As the sole in-house designer on Wing's marketing team, the creative output spanned every channel the brand touched - from 3D partnership pitch assets and paid media to physical merch, print, partner identity, and PR activations. One designer. Every surface.

Partner program

Logo, pins, landing page and B2B identity built for the partner acquisition team, used across presentations, one-pagers, and co-branded materials.

Brand systems in motion

A mobile environmental system designed to support live demonstrations, transport equipment, and establish brand presence across varied public contexts. The van translates Wing’s identity into a utilitarian, highly visible format—balancing durability, clarity, and approachability at scale.

Dimensional iconography developed for environmental and motion use

Brand in a bottle.

Physical collateral designed for product launches, partner activations, and team culture. From branded hot sauce to apparel and event materials, the Wing identity extended well beyond digital into objects people actually kept.

Vector work.

Vector illustrations and icon systems used across fence wraps, direct mailers, motion graphics, and social. A dedicated icon sticker set was also designed for engineers to quickly identify drone status and navigate the lab.

Print at every scale.

Print design spanning large-format billboards, direct mailers, and partner one-pagers across Wing's US, Australia, Ireland, and Finland markets.

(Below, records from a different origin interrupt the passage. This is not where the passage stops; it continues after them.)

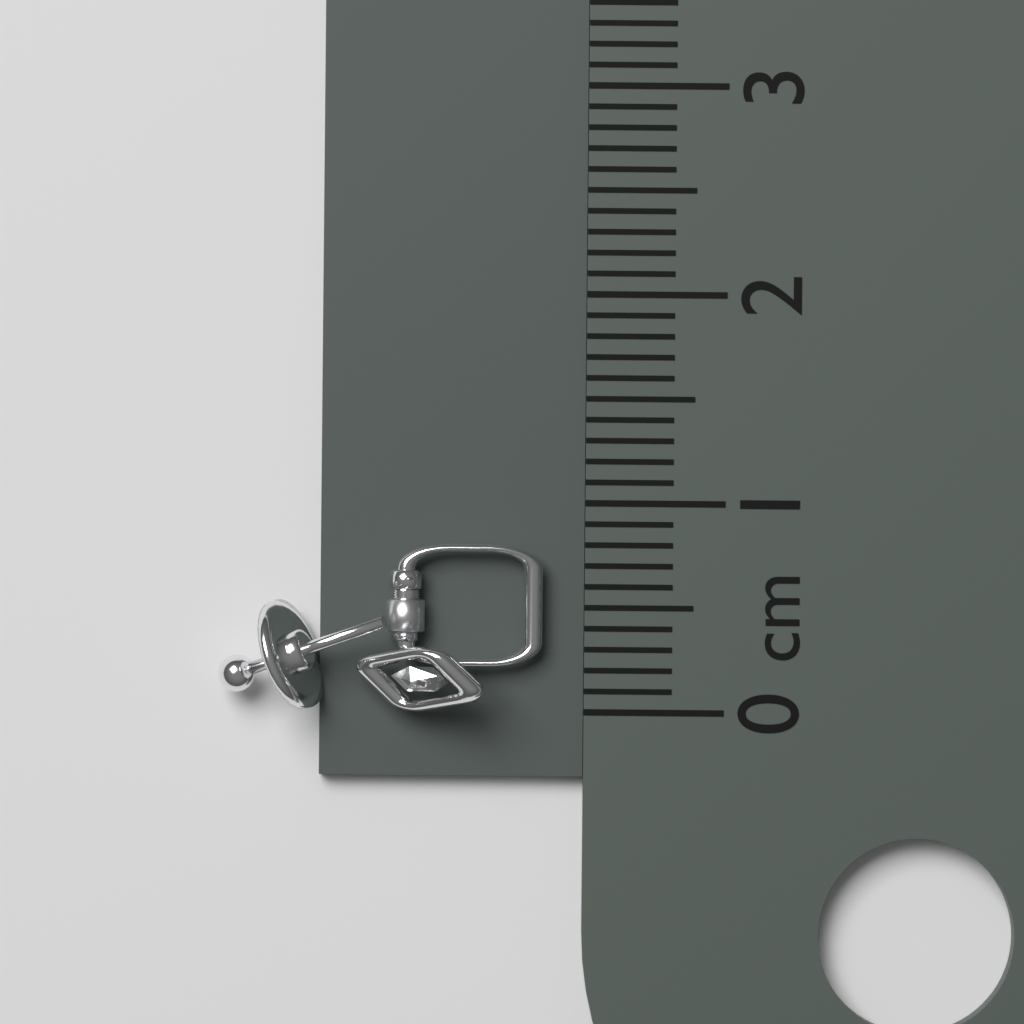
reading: 0.8 cm
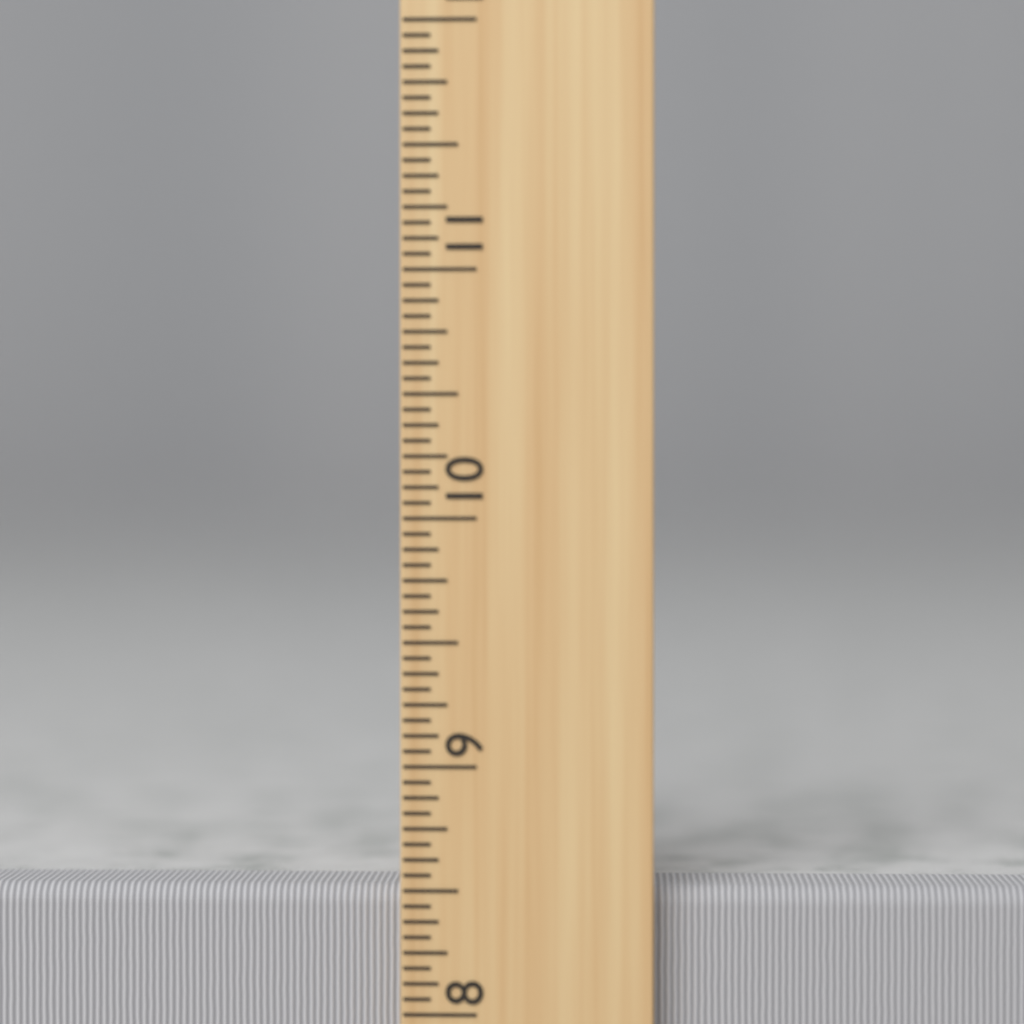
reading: 8.5000 inch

Performance creative that moved numbers.

As the only motion designer at Wing, demand generation creative was owned end to end across every channel - paid, organic, educational, and B2B - for both Wing and OpenSky, the drone flyer app, globally.

230,00+

App installs.

5.5%

CTR

95.8%

View rate.

100k to 2.9M

Quarterly views.

3D built from the ground up.

A complete 3D visual system developed for Wing from scratch, spanning low-poly animated explainers for partnership pitches and photo-realistic drone models built from engineer CAD files for press and educational use. Every asset storyboarded, modeled, textured, lit, and animated in-house.


13 contracts closed including DoorDash in Australia.

See full 3D case study

Co-branded creative across three markets.

Press launch videos, co-branded creative, and paid media produced for Wing's partnerships with KFC, Coles, and Walmart -- each built around a different goal, from generating coverage to driving consumer demand.